Cynthia D. Morris Wesley
Sensory-Friendly Performance on Saturday, March 23 at 2 p.m. Sensory-friendly performances are designed to create a performing arts experience that is welcoming to all patrons with sensory sensitivities. To learn more about sensory-friendly programming please visit: https://goo.gl/uAihKc
David M. Rubenstein Chairman Deborah F. Rutter President Mario R. Rossero Senior Vice President Education
Additional support for The Watsons Go to Birmingham—1963 is provided by A. James & Alice B. Clark Foundation; the Kimsey Endowment; The Morris and Gwendolyn Cafritz Foundation; Paul M. Angell Family Foundation; Anne and Chris Reyes; and the U.S. Department of Education. Funding for Access and Accommodation Programs at the Kennedy Center is provided by the U.S. Department of Education. Major support for educational programs at the Kennedy Center is provided by David M. Rubenstein through the Rubenstein Arts Access Program. Additional support for The Watsons Go to Birmingham—1963 is provided by The Laura Pels International Foundation for Theater.

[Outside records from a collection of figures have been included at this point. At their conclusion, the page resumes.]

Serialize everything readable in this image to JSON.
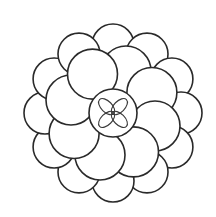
{
  "figure": {
    "colors": {
      "line": "#2a2a2a",
      "background": "#ffffff"
    },
    "center": {
      "x": 113,
      "y": 113
    },
    "outer_ring": {
      "count": 12,
      "radius": 68,
      "circle_r": 21
    },
    "middle_ring": {
      "count": 8,
      "radius": 44,
      "circle_r": 25
    },
    "center_circle": {
      "r": 24
    },
    "petals": {
      "count": 4
    }
  }
}
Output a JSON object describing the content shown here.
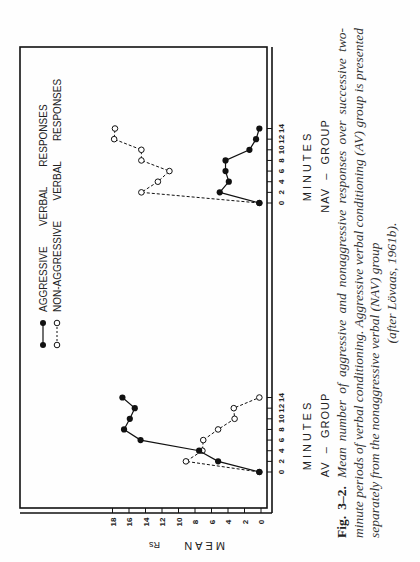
{
  "figure": {
    "label": "Fig. 3–2.",
    "caption_lines": [
      "Mean number of aggressive and nonaggressive responses over successive",
      "two-minute periods of verbal conditioning. Aggressive verbal conditioning (AV)",
      "group is presented separately from the nonaggressive verbal (NAV) group",
      "(after Lövaas, 1961b)."
    ]
  },
  "legend": {
    "aggressive": "AGGRESSIVE   VERBAL   RESPONSES",
    "nonaggressive": "NON-AGGRESSIVE   VERBAL   RESPONSES"
  },
  "axes": {
    "y_label": "MEAN",
    "y_label_sub": "Rs",
    "x_label": "MINUTES",
    "y_ticks": [
      "0",
      "2",
      "4",
      "6",
      "8",
      "10",
      "12",
      "14",
      "16",
      "18"
    ],
    "x_ticks": [
      "0",
      "2",
      "4",
      "6",
      "8",
      "10",
      "12",
      "14"
    ]
  },
  "groups": {
    "av": "AV  –  GROUP",
    "nav": "NAV  –  GROUP"
  },
  "chart_data": [
    {
      "type": "line",
      "title": "AV – GROUP",
      "xlabel": "MINUTES",
      "ylabel": "MEAN Rs",
      "x": [
        0,
        2,
        4,
        6,
        8,
        10,
        12,
        14
      ],
      "ylim": [
        0,
        18
      ],
      "grid": false,
      "legend_position": "top",
      "series": [
        {
          "name": "AGGRESSIVE VERBAL RESPONSES",
          "marker": "filled-circle",
          "line": "solid",
          "values": [
            0.2,
            5.2,
            7.5,
            14.6,
            16.6,
            15.9,
            15.3,
            16.8
          ]
        },
        {
          "name": "NON-AGGRESSIVE VERBAL RESPONSES",
          "marker": "open-circle",
          "line": "dashed",
          "values": [
            0.2,
            9.1,
            7.1,
            7.0,
            5.2,
            3.2,
            3.3,
            0.2
          ]
        }
      ]
    },
    {
      "type": "line",
      "title": "NAV – GROUP",
      "xlabel": "MINUTES",
      "ylabel": "MEAN Rs",
      "x": [
        0,
        2,
        4,
        6,
        8,
        10,
        12,
        14
      ],
      "ylim": [
        0,
        18
      ],
      "grid": false,
      "legend_position": "top",
      "series": [
        {
          "name": "AGGRESSIVE VERBAL RESPONSES",
          "marker": "filled-circle",
          "line": "solid",
          "values": [
            0.2,
            5.0,
            3.9,
            4.3,
            4.3,
            1.4,
            0.6,
            0.2
          ]
        },
        {
          "name": "NON-AGGRESSIVE VERBAL RESPONSES",
          "marker": "open-circle",
          "line": "dashed",
          "values": [
            0.2,
            14.5,
            12.5,
            11.1,
            14.5,
            14.5,
            17.8,
            17.7
          ]
        }
      ]
    }
  ]
}
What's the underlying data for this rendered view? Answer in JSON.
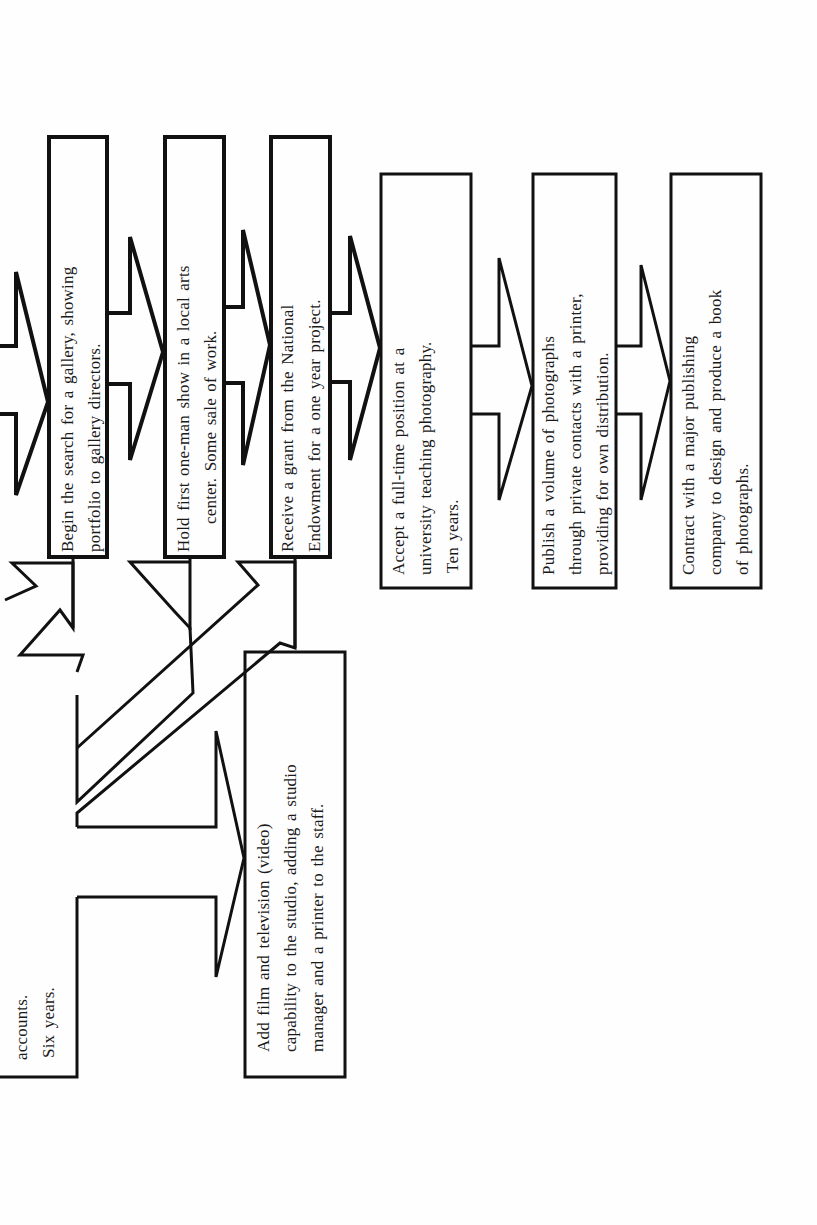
{
  "diagram": {
    "orientation": "rotated -90deg (reads bottom-to-top)",
    "stroke_color": "#111111",
    "background_color": "#fefefe",
    "partial_box": {
      "lines": [
        "accounts.",
        "Six years."
      ]
    },
    "boxes": [
      {
        "id": "box-gallery-search",
        "lines": [
          "Begin the search for a gallery, showing",
          "portfolio to gallery directors."
        ]
      },
      {
        "id": "box-one-man-show",
        "lines": [
          "Hold first one-man show in a local arts",
          "center. Some sale of work."
        ]
      },
      {
        "id": "box-grant",
        "lines": [
          "Receive a grant from the National",
          "Endowment for a one year project."
        ]
      },
      {
        "id": "box-teaching",
        "lines": [
          "Accept a full-time position at a",
          "university teaching photography.",
          "Ten years."
        ]
      },
      {
        "id": "box-publish-volume",
        "lines": [
          "Publish a volume of photographs",
          "through private contacts with a printer,",
          "providing for own distribution."
        ]
      },
      {
        "id": "box-book-contract",
        "lines": [
          "Contract with a major publishing",
          "company to design and produce a book",
          "of photographs."
        ]
      },
      {
        "id": "box-film-video",
        "lines": [
          "Add film and television (video)",
          "capability to the studio, adding a studio",
          "manager and a printer to the staff."
        ]
      }
    ],
    "connections": [
      {
        "from": "off-page",
        "to": "box-gallery-search",
        "type": "arrow"
      },
      {
        "from": "box-gallery-search",
        "to": "box-one-man-show",
        "type": "arrow"
      },
      {
        "from": "box-one-man-show",
        "to": "box-grant",
        "type": "arrow"
      },
      {
        "from": "box-grant",
        "to": "box-teaching",
        "type": "arrow"
      },
      {
        "from": "box-teaching",
        "to": "box-publish-volume",
        "type": "arrow"
      },
      {
        "from": "box-publish-volume",
        "to": "box-book-contract",
        "type": "arrow"
      },
      {
        "from": "partial_box",
        "to": "box-film-video",
        "type": "arrow"
      },
      {
        "from": "box-film-video",
        "to": "box-gallery-search",
        "type": "diagonal-arrow"
      },
      {
        "from": "box-film-video",
        "to": "box-one-man-show",
        "type": "diagonal-arrow"
      },
      {
        "from": "box-film-video",
        "to": "box-grant",
        "type": "diagonal-arrow"
      }
    ]
  }
}
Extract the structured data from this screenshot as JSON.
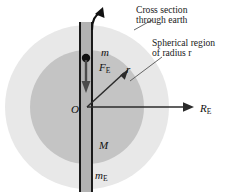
{
  "figure": {
    "background_color": "#ffffff"
  },
  "callouts": [
    {
      "name": "cross-section-callout",
      "line1": "Cross section",
      "line2": "through earth"
    },
    {
      "name": "spherical-region-callout",
      "line1": "Spherical region",
      "line2": "of radius r"
    }
  ],
  "labels": {
    "mass_particle": "m",
    "force": "F",
    "force_sub": "E",
    "radius_inner": "r",
    "center": "O",
    "earth_radius": "R",
    "earth_radius_sub": "E",
    "enclosed_mass": "M",
    "earth_mass": "m",
    "earth_mass_sub": "E"
  },
  "colors": {
    "outer_sphere_fill": "#e8e8e8",
    "inner_sphere_fill": "#c4c4c4",
    "tunnel_fill": "#b0b0b0",
    "stroke": "#1a1a1a",
    "leader_line": "#555555",
    "text": "#111111"
  },
  "geometry": {
    "center_x": 87,
    "center_y": 107,
    "outer_radius": 82,
    "inner_radius": 57,
    "tunnel_left_x": 79,
    "tunnel_right_x": 93
  }
}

Kennedy Center education and related artistic programming is made possible through the generosity of the National Committee for the Performing Arts. The contents of this Cuesheet have been developed under a grant from the U.S. Department of Education and do not necessarily represent the policy of the U.S. Department of Education. You should not assume endorsement by the Federal Government.